### What is expected:
An exact copy of the data below is needed; please leave out any pictures.

### Materials provided:
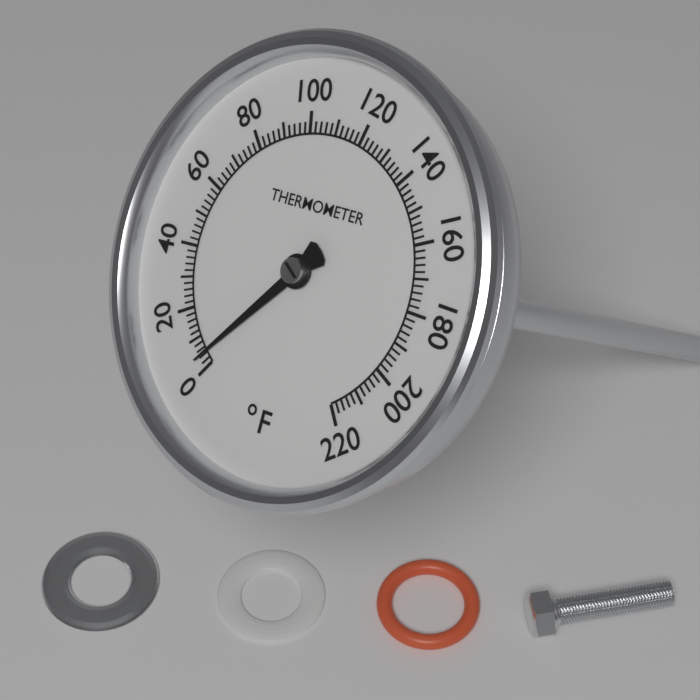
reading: 4 °F
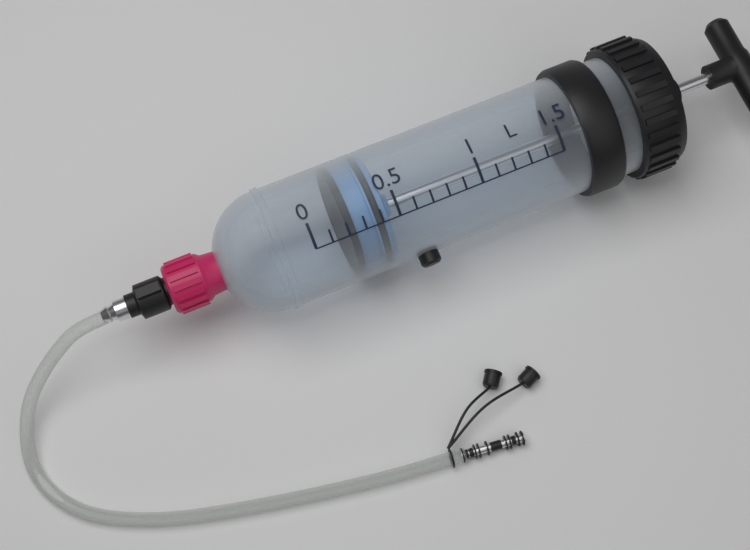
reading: 0.2 L
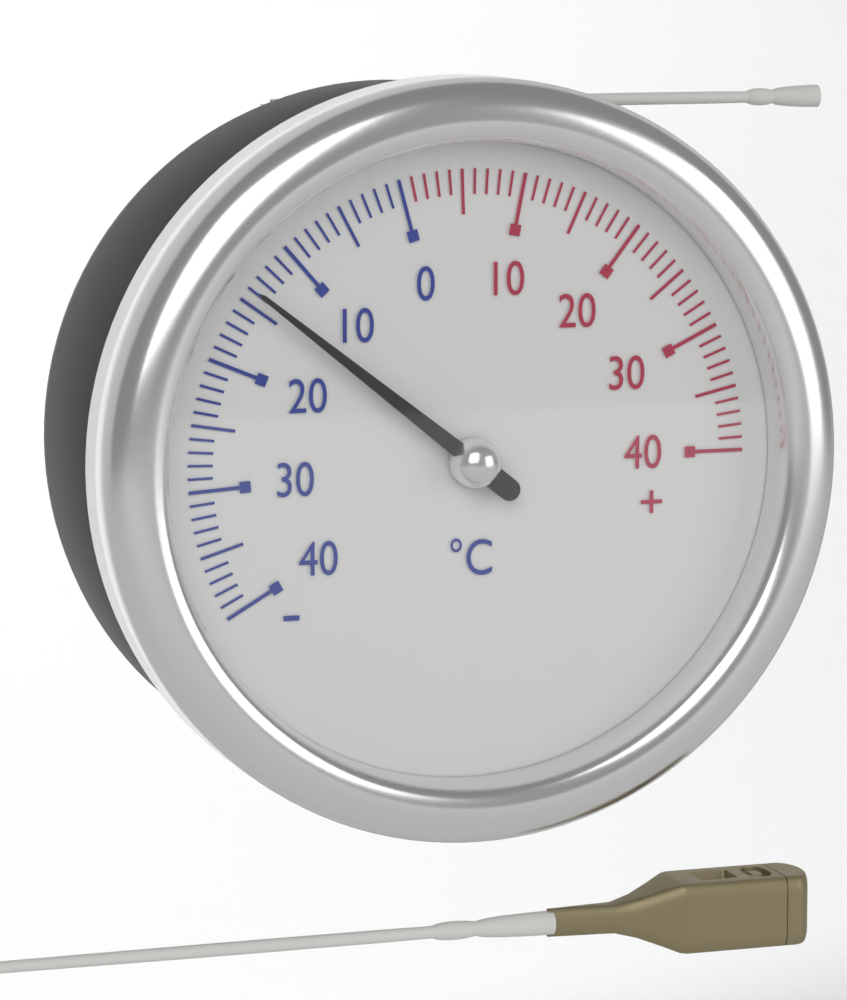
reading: -14 °C
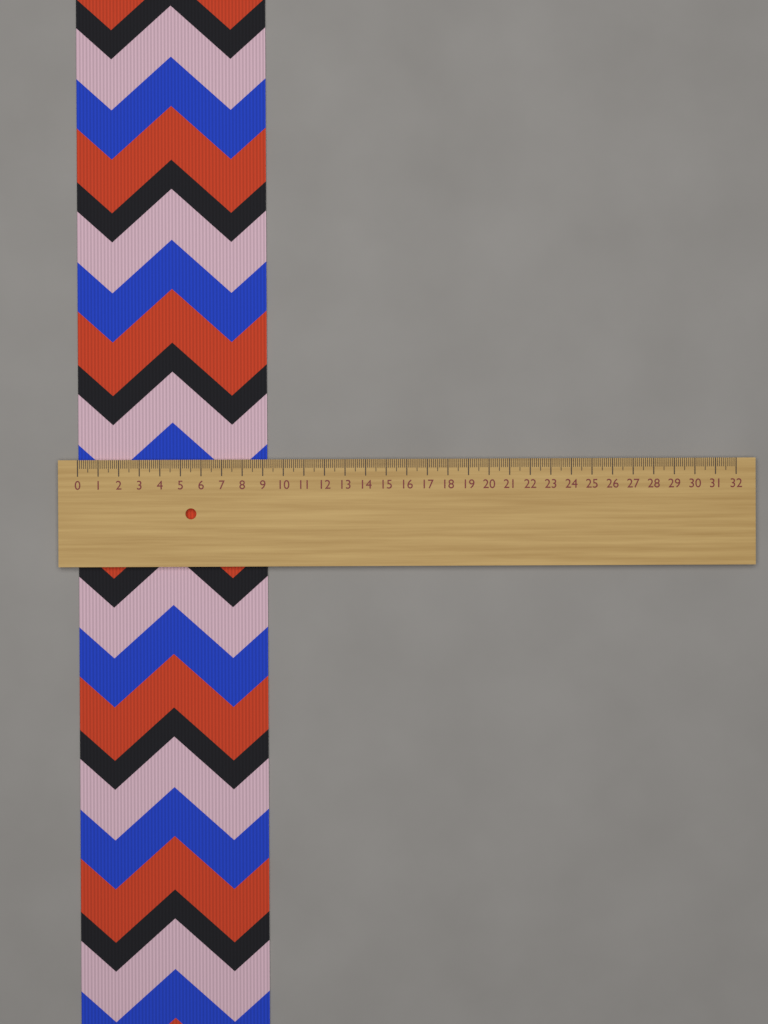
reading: 9.2 (no unit)
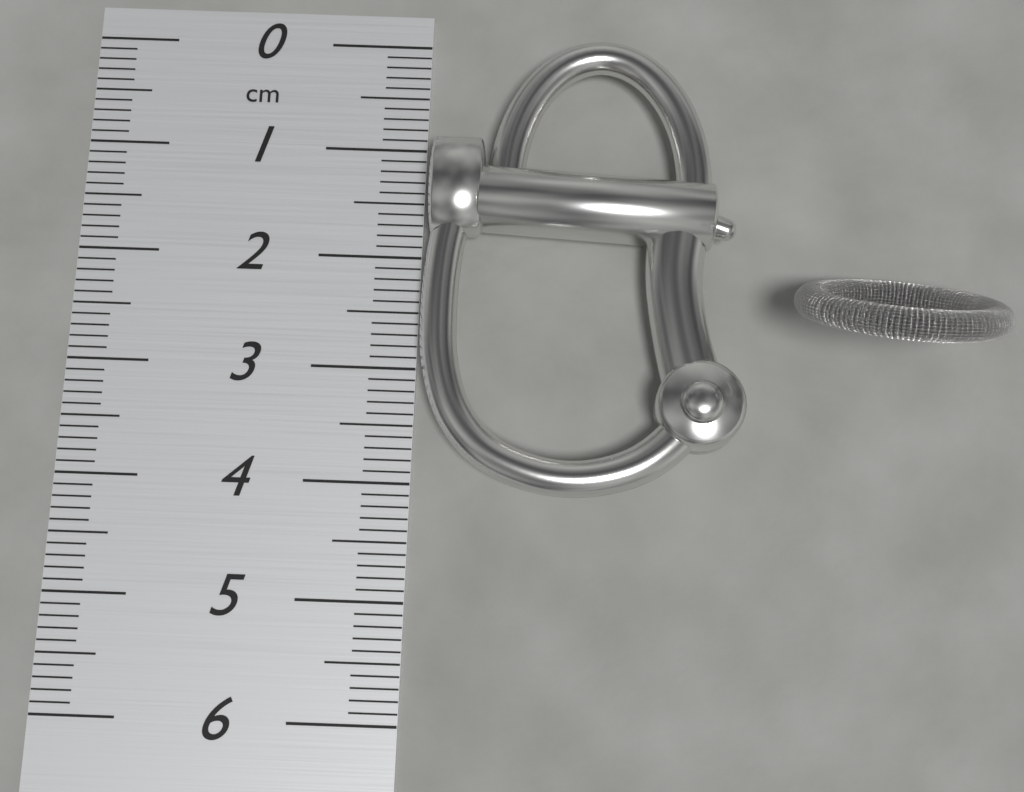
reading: 4.1 cm
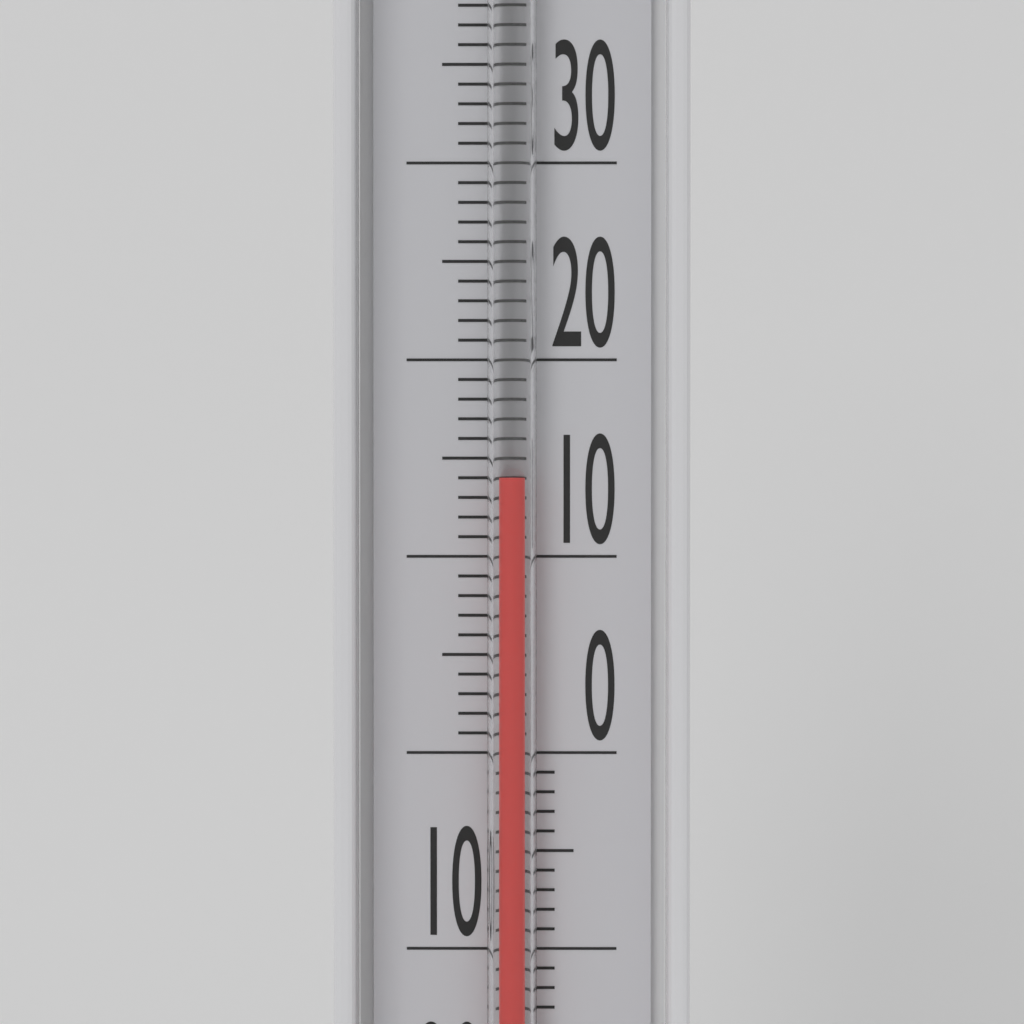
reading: 14 °C
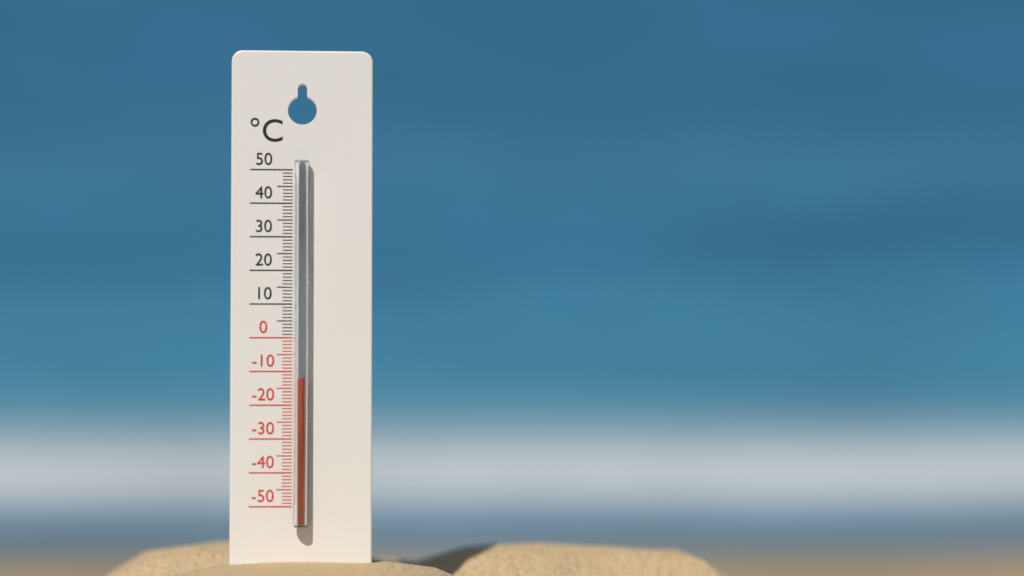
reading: -12 °C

### Task result:
reading: 4 °F
reading: 0.2 L
reading: -14 °C
reading: 9.2 (no unit)
reading: 4.1 cm
reading: 14 °C
reading: -12 °C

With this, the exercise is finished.